Company cars in Belgium: your new taxes
03 Apr 2012January 2012 marks the beginning of a new calculation of the ‘Benefit in kind’ - the value an employee is calculated to get from a company car. It has a big effect on your taxes. Do you pay taxes in Belgium? Do you have a company car? Read on!
The actual formula can be found here: Arval: Benefit in kind (FR: Avantage de toute nature / NL: Voordeel van alle aard). I simulated this for my own car (Saab 9.3 Cabrio from 2005). It’s clear I need to sell it ASAP. Then I started calculating some other ‘common’ company cars to see what car to buy next. A hybrid? Diesel? Start-stop? So here are some numbers for the ‘cheap’ cars:
And because you’re right to worry about your company Range Rover:
Conclusions
- There is a minimum benefit: 1200€/year. Some cars would have been able to go lower than that, like some electric/hybrid ones, the Volvo V40, the Audi A3, the Smart, but no, you are still going to be taxed for those 1200. 1200, so the state considers you to make 100€/month more.

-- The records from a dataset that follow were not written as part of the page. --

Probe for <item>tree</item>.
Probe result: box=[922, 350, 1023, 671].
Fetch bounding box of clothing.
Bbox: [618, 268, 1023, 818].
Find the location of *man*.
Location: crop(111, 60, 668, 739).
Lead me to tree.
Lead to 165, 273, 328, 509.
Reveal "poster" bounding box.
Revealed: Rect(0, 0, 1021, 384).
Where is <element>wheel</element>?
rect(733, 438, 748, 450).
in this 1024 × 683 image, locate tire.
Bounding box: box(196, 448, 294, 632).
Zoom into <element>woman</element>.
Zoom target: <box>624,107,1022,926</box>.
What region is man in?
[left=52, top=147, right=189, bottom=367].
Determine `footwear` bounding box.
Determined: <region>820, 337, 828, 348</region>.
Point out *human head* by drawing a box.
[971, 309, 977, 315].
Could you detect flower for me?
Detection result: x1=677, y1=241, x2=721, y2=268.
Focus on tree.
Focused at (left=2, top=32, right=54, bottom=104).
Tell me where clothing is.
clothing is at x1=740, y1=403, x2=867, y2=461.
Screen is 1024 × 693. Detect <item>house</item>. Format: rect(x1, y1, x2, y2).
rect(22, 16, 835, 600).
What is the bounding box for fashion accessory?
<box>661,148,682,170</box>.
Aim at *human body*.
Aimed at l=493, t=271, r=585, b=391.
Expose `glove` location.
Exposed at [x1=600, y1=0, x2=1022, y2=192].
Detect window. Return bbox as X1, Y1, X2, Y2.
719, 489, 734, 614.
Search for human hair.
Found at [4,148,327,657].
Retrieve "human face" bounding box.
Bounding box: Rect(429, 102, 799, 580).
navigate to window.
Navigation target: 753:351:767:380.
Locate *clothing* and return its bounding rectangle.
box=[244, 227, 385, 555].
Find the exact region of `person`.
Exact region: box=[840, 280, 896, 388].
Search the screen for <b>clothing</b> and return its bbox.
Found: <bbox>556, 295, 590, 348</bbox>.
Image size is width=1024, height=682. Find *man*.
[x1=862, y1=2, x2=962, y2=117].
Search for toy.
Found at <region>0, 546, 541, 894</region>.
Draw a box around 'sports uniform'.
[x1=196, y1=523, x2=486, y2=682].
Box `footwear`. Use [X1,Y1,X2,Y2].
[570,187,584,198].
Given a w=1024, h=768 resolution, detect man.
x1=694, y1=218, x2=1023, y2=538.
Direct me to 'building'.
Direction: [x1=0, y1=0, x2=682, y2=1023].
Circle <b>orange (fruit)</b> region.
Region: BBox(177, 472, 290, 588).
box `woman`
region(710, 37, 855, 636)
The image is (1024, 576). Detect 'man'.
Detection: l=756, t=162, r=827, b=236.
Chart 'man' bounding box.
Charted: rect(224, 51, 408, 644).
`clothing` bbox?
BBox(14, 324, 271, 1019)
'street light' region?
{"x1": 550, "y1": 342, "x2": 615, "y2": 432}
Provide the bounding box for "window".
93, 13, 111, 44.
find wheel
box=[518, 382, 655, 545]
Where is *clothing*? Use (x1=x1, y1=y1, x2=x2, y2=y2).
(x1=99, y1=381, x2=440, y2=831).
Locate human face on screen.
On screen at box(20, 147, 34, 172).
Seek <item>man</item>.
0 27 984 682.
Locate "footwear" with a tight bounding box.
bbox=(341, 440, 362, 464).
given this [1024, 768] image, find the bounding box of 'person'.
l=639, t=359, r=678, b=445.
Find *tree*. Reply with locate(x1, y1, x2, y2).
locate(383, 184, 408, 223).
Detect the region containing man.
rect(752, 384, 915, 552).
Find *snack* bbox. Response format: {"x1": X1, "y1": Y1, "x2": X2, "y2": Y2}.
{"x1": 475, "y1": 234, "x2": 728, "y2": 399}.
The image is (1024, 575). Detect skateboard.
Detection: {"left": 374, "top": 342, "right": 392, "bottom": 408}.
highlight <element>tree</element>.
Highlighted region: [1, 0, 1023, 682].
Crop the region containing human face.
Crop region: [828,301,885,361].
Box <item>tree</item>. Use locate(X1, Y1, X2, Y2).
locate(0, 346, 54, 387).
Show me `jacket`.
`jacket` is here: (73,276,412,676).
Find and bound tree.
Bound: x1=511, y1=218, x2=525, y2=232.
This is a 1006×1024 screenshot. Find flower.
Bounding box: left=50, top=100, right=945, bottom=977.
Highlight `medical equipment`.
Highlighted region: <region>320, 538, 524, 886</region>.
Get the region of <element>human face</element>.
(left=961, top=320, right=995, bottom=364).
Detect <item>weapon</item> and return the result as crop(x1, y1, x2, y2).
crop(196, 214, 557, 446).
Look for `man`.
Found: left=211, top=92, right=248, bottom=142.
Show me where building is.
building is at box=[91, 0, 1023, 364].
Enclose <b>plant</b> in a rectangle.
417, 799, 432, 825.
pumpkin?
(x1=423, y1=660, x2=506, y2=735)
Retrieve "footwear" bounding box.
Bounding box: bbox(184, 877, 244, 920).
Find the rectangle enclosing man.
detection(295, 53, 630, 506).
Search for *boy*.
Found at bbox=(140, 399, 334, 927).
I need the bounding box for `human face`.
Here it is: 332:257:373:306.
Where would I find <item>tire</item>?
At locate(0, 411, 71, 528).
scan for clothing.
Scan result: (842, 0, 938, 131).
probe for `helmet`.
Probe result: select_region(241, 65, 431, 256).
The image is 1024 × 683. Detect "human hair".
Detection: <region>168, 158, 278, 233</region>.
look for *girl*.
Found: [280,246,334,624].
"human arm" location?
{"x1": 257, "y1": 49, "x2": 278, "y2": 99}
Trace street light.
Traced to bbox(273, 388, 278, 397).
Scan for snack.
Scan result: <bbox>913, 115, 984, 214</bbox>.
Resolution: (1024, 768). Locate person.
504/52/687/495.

Concretely: for an electric car, you are going to be taxed as if it costed 30.000€. For the most economic petrol/diesel car: as if it costs 21.818€. If your company has 22K to spend on a car, use it. You can’t save on your tax filing anyway. - Accessories and options: they are also taken into account for the price of your car. The leather seats, the GPS pack, the xenon lights… They all count.
- CO2 coefficient is important, but don’t overdo it. The treshold for petrol (benzine) cars is 115 g/km, and for diesel it’s 95 g/km. You pay more if it’s worse, but you don’t pay less if it’s better.
For diesel cars: stay under 115 g/km. For petrol cars, stay under 130. - Electric cars: you would be surprised. Apart from the Renault Twizzy, which is more of a toy, there are not that many options, and you’re not even sure of the minimum benefit. If the car costs more than 30K, you’re screwed. Hybrid cars: if they cost more than 22K, you will feel it.
- SUVs: if you have a big SUV (BMW X5, Mercedes M, Porsche Cayenne) or a big jeep (Landcruiser, Pajero), you’re gonna feel the pain. Nissan Qashqai, Toyota RAV4, not so much.
- Second hand: there is a discount for the age of your car: 6% per year, with 5 years max. So if your car is 6 to 25 years old (after which it becomes an old-timer), the state will take into account 70% of the price it was bought for the first time. But if you bought it second hand? You might buy a 2 year old car for 50% of the price, but it will still be counting for 88% of the price-for-a-new-one. Concretely: if you buy a second hand Maserati, don’t buy it in the company.
- “Super cars“. I know you love to watch Top Gear and dream about that Lamborghini, but I’m guessing that has become something even more of the happy few. If you buy/lease it as a company car, you will bleed in your personal taxes. 20K for that Porsche Carrera (so you will pay +- 50% of that in taxes). 10K for that Range Rover.
As far as I understand it, this is for new ànd second-hand cars, bought or leased by a company for a manager or employee. Let’s wait until some accountants come up with new schemes for expensive cars.
In the mean time: what individual wants to buy a Saab Cabrio?